The question is: will custom hackable computers ever really go away?
I think the car industry may give a glimmer of hope there. As cars have become more and more difficult to self-service, there is a still a healthy and thriving enthusiast community who hack their cars. I suspect this will also be true for computers. Don't put your solder away yet!

Slashdot.org

Submission + - Stephenson Mentions Slashdot in Reamde (cmdrtaco.net) 1

CmdrTaco writes: "It's total navalgazing and I wouldn't post it if I was still working here, but I thought my heirs would be pleased to know that Slashdot got a mention in Neal Stephenson's Reamde. Be proud and keep up the fight. It's page 161 if you have the hardcover."

Comment Re:So HP is learning painfully expensive lessons (Score 1) 261

I dont think it is a matter of "schmoozing", but rather of attitude and culturing. As an example, what sets people apart into cliches in high school such as jock, prep, nerd? Invariably it is as much to do with their attitude and experience as anything else. Executives have an "executive" attitude. Their whole life is about their work, with little time for even families on the side. Their ethics are different than the average worker, and their instincts usually honed from years of training in high class and executive environments. You and I could no more become an executive, even with luck, than a nerd could become a jock. I speak of all this from experience, as my father is an upper class CEO.

Comment Re:Apple Airport Extreme and Cisco E4200 (Score 1) 398

The airport extreme is leaps and bounds better than any other router I have tried. I fiddled with a lot of routers of the last 15 years, and they were all a PITA, except the airport extreme. It didn't even occur to me that you COULD have a router that sat in the corner and just worked forever, without requiring reboots and updates and fiddling every few weeks.

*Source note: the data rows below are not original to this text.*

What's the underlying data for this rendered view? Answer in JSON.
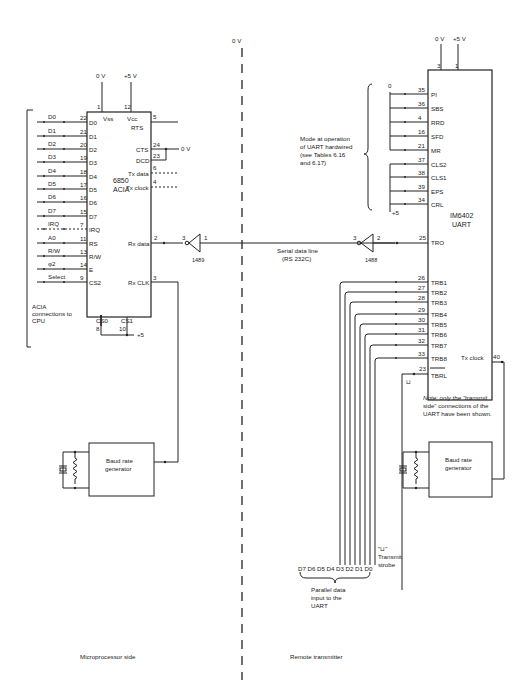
{
  "divider": {
    "label": "0 V"
  },
  "acia": {
    "name": "6850",
    "subtitle": "ACIA",
    "supply": {
      "vss_label": "0 V",
      "vcc_label": "+5 V",
      "vss_pin": "1",
      "vcc_pin": "12",
      "vss_name": "Vss",
      "vcc_name": "Vcc"
    },
    "left_pins": [
      {
        "signal": "D0",
        "pin": "22",
        "name": "D0"
      },
      {
        "signal": "D1",
        "pin": "21",
        "name": "D1"
      },
      {
        "signal": "D2",
        "pin": "20",
        "name": "D2"
      },
      {
        "signal": "D3",
        "pin": "19",
        "name": "D3"
      },
      {
        "signal": "D4",
        "pin": "18",
        "name": "D4"
      },
      {
        "signal": "D5",
        "pin": "17",
        "name": "D5"
      },
      {
        "signal": "D6",
        "pin": "16",
        "name": "D6"
      },
      {
        "signal": "D7",
        "pin": "15",
        "name": "D7"
      },
      {
        "signal": "IRQ",
        "pin": "7",
        "name": "IRQ"
      },
      {
        "signal": "A0",
        "pin": "11",
        "name": "RS"
      },
      {
        "signal": "R/W",
        "pin": "13",
        "name": "R/W"
      },
      {
        "signal": "φ2",
        "pin": "14",
        "name": "E"
      },
      {
        "signal": "Select",
        "pin": "9",
        "name": "CS2"
      }
    ],
    "right_pins": [
      {
        "name": "RTS",
        "pin": "5"
      },
      {
        "name": "CTS",
        "pin": "24"
      },
      {
        "name": "DCD",
        "pin": "23"
      },
      {
        "name": "Tx data",
        "pin": "6"
      },
      {
        "name": "Tx clock",
        "pin": "4"
      },
      {
        "name": "Rx data",
        "pin": "2"
      },
      {
        "name": "Rx CLK",
        "pin": "3"
      }
    ],
    "cts_tie_label": "0 V",
    "bottom_pins": [
      {
        "name": "CS0",
        "pin": "8"
      },
      {
        "name": "CS1",
        "pin": "10"
      }
    ],
    "cs_tie_label": "+5",
    "bracket_label": [
      "ACIA",
      "connections to",
      "CPU"
    ]
  },
  "receiver": {
    "part": "1489",
    "pin_in": "1",
    "pin_out": "3"
  },
  "line": {
    "label_1": "Serial data line",
    "label_2": "(RS 232C)"
  },
  "driver": {
    "part": "1488",
    "pin_in": "2",
    "pin_out": "3"
  },
  "uart": {
    "name": "IM6402",
    "subtitle": "UART",
    "supply": {
      "gnd_label": "0 V",
      "vcc_label": "+5 V",
      "gnd_pin": "3",
      "vcc_pin": "1"
    },
    "mode_pins": [
      {
        "pin": "35",
        "name": "PI"
      },
      {
        "pin": "36",
        "name": "SBS"
      },
      {
        "pin": "4",
        "name": "RRD"
      },
      {
        "pin": "16",
        "name": "SFD"
      },
      {
        "pin": "21",
        "name": "MR"
      },
      {
        "pin": "37",
        "name": "CLS2"
      },
      {
        "pin": "38",
        "name": "CLS1"
      },
      {
        "pin": "39",
        "name": "EPS"
      },
      {
        "pin": "34",
        "name": "CRL"
      }
    ],
    "mode_low_label": "0",
    "mode_high_label": "+5",
    "mode_note": [
      "Mode at operation",
      "of UART hardwired",
      "(see Tables 6.16",
      "and 6.17)"
    ],
    "tro": {
      "pin": "25",
      "name": "TRO"
    },
    "trb_pins": [
      {
        "pin": "26",
        "name": "TRB1"
      },
      {
        "pin": "27",
        "name": "TRB2"
      },
      {
        "pin": "28",
        "name": "TRB3"
      },
      {
        "pin": "29",
        "name": "TRB4"
      },
      {
        "pin": "30",
        "name": "TRB5"
      },
      {
        "pin": "31",
        "name": "TRB6"
      },
      {
        "pin": "32",
        "name": "TRB7"
      },
      {
        "pin": "33",
        "name": "TRB8"
      }
    ],
    "tbrl": {
      "pin": "23",
      "name": "TBRL"
    },
    "tx_clock": {
      "pin": "40",
      "name": "Tx clock"
    },
    "note": [
      "Note: only the \"transmit",
      "side\" connections of the",
      "UART have been shown."
    ]
  },
  "baud_left": {
    "line1": "Baud rate",
    "line2": "generator"
  },
  "baud_right": {
    "line1": "Baud rate",
    "line2": "generator"
  },
  "parallel": {
    "bits": [
      "D7",
      "D6",
      "D5",
      "D4",
      "D3",
      "D2",
      "D1",
      "D0"
    ],
    "label": [
      "Parallel data",
      "input to the",
      "UART"
    ],
    "strobe_symbol": "\"⊔\"",
    "strobe_label": [
      "Transmit",
      "strobe"
    ],
    "pulse_symbol": "⊔"
  },
  "footer": {
    "left": "Microprocessor side",
    "right": "Remote transmitter"
  }
}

Comment Re:remember, there's no free lunch (Score 1) 210

This device is below your foot, and doesn't require your foot to do crunches or anything. Your foot isn't going to get more tired. It works by using the already existing energy in the compression of your soles due to gravity and a humans need to lift a little with every step. Ths is actually the perfect place to get energy which is currently being wasted. You could potentially do something similar in a cars suspension or braking (it's already done in the braking in some cars, actually).

I have to ask though: why do you feel the need to criticize things that have no real impact on you?

Slashdot.org

Rob "CmdrTaco" Malda Resigns From Slashdot 1521

After 14 years and over 15,000 stories posted, it's finally time for me to say Good-Bye to Slashdot. I created this place with my best friends in a run down house while still in college. Since then it has grown to be read by more than a million people, and has served Billions and Billions of Pages (yes, in my head I hear the voice). During my tenure I have done my best to keep Slashdot firmly grounded in its origins, but now it's time for someone else to come aboard and find the *future*. Personally I don't have any plans, but if you need to get ahold of me for any reason, you can find me as @cmdrtaco on twitter or Rob Malda on Google+. You could also update my mail address to be malda at cmdrtaco dot net. Hit the link below if you want to read some nostalgic saccharine crap that I need to get out of my system before I sign off for the last time.

Comment Re:Worse tablets (Score 3, Informative) 312

Certainly there are android phones at the same price point as the iphone, except that the most popular android phones are the cheap ones which usually either have zero upfront cost or no contract. So in reality the situation is more similar to what I suggested: Android is the cheap alternative to the iPhone.

Comment Worse tablets (Score 2) 312

It's obvious that if you offer a tablet with similar features to an iPad but substantially cheaper, even if it lacks in some areas (such as apps or polish), people will buy it. It doesn't take a genius to realize that. Thats pretty much what's happening with the iPhone and Android phones already. The question that interests me more is whether a worse tablet (worse specs) at a substantially reduced price point will sell well.